There are times, and this is one of them, that the most effective method I can tell you may not be the one you want to hear.  But it will work.  She's obviously become an alpha mare and is asserting her dominance over you.  That's ridiculous, you feed her!  You need to keep a halter on her, all the time.  Rather than cringing away, grab her halter, give her a couple of good, strong yanks and YELL at her!  Let her know in no uncertain terms that you simply will NOT TOLERATE this behavior.  If that doesn't get her attention ram your knee into her side in the girth area.  Hang onto her head all the time.  You have to get mad!  Turn into her worst nightmare!  If she yanks away from you let her go so she can think about this.  She has gotten entirely different results than before.  Keep on your guard and repeat as needed until she gets the hint.  Some horses take longer than others.  

If it is tied into her cycle, once you get the behavior corrected you may want to investigate an herbal mix to feed her to help with her PMS!  You may well have to experiment with several different combinations of herbs to find what works for your mare.  I can refer you to an excellent equine herbalist who can work with you to figure out what your horse needs if you can't find a suitable mix.  It will take a while for the herbs to work but over time can make a huge difference in your mare.  Is she now kept in a mixed herd of mares and geldings or possibly the only mare in the group?  If she's the only mare she immediately became a queen as far as the herd was concerned.  Otherwise she may have asserted dominance over other mares and hence made herself lead mare.  

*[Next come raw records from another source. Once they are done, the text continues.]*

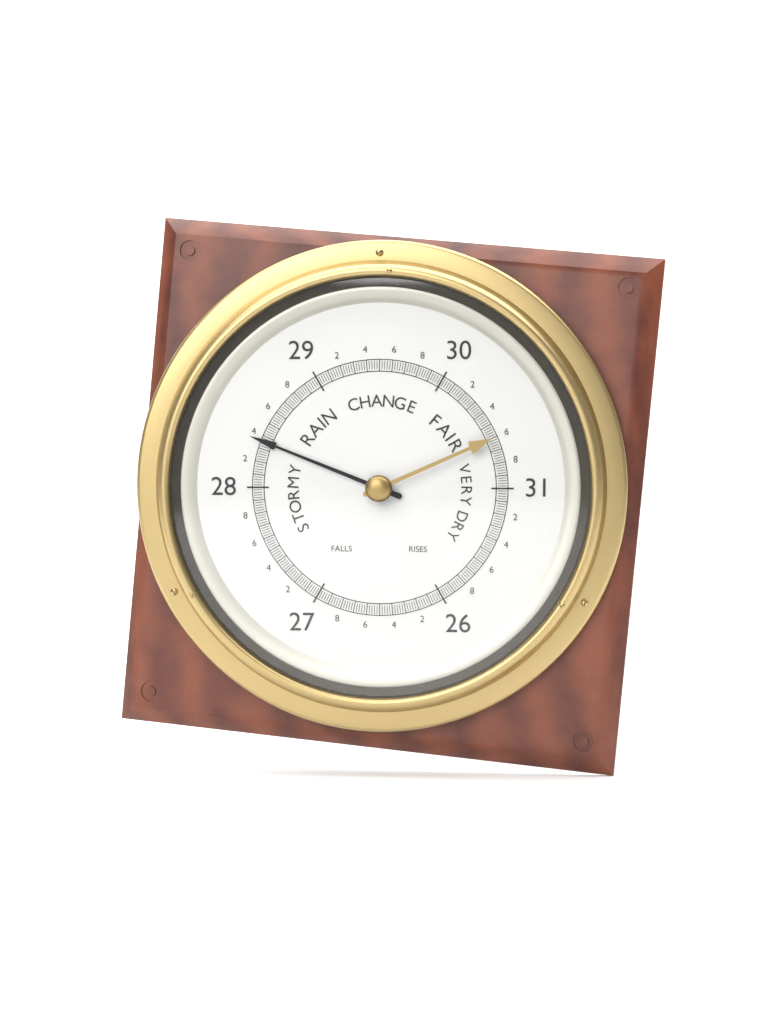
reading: 28.36 (no unit)
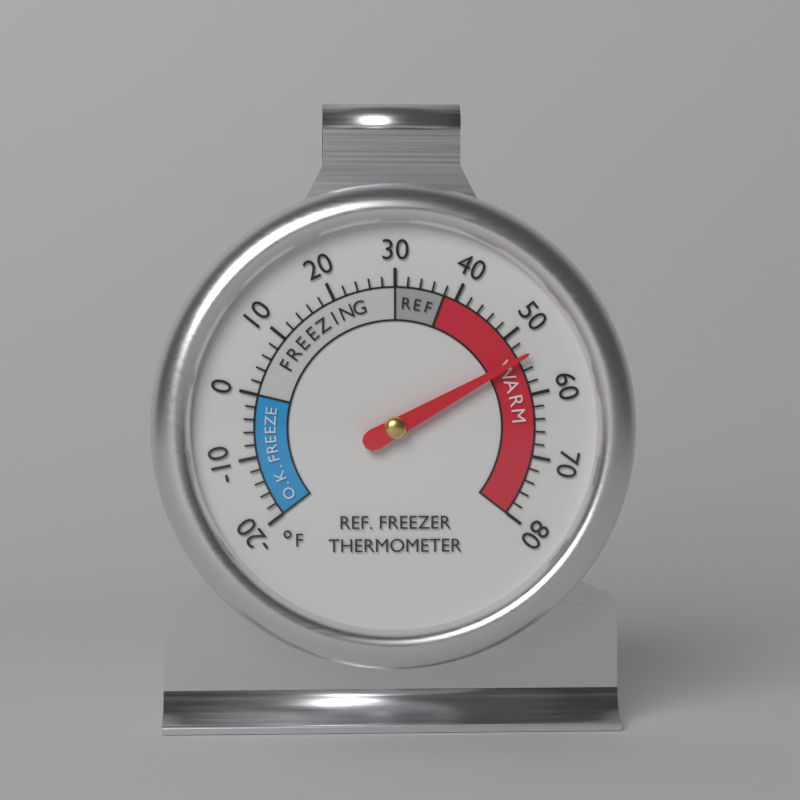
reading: 54 °F
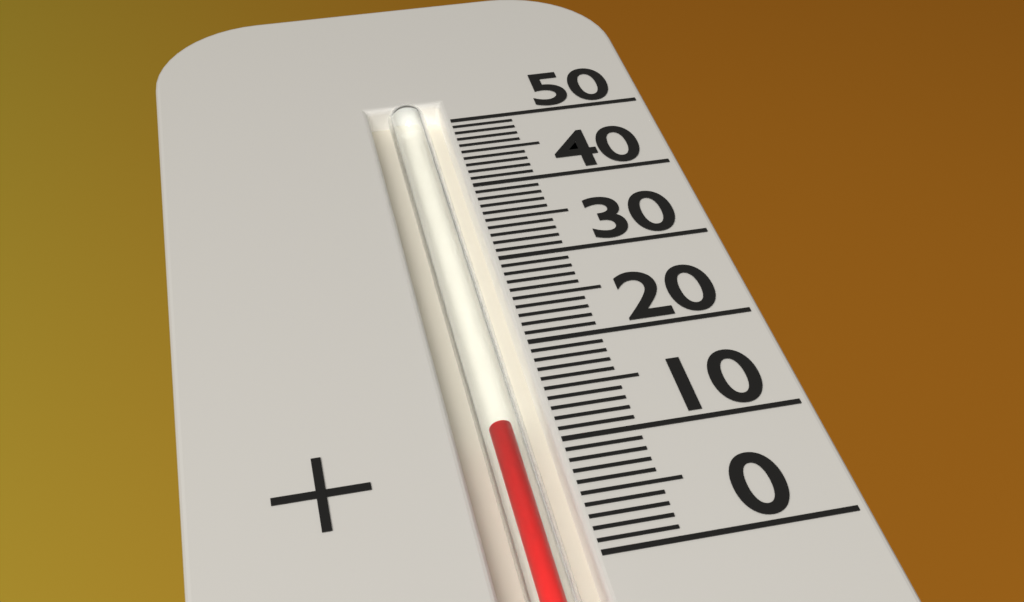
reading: 12 (no unit)
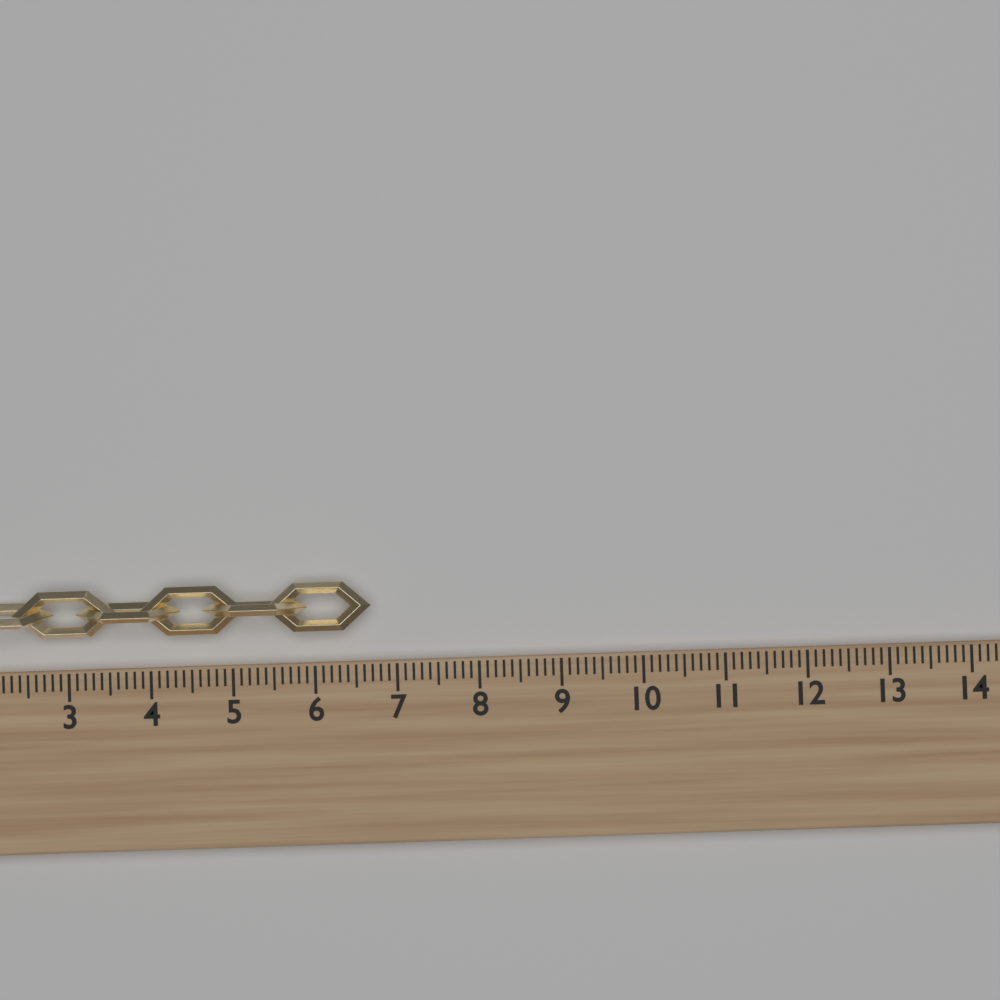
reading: 6.7 (no unit)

As far as the nonsense on the trail you have to do the same thing.  Make her aware, in no uncertain terms, that you will not tolerate that behavior.  Period.  Yell at her, use your legs, I've smacked my horse on the neck as well as sharply pulling the head away.  If riding next to another horse I have light, full contact with the mouth all the time and keep the head straight in front.  Any deviation is corrected immediately.  

You've just been too nice to her, that's all.  Put her in her place and she'll be fine.  When you're working with her grooming, etc. have a lead line on her, even in the field, and hold it all the time.  Any problems and you've got the line to shank her with and it'll be a lot harder for her to get away.  Once she realizes you're the boss I think you'll find she'll be back to her old self.  

Let me know if I can help you any more.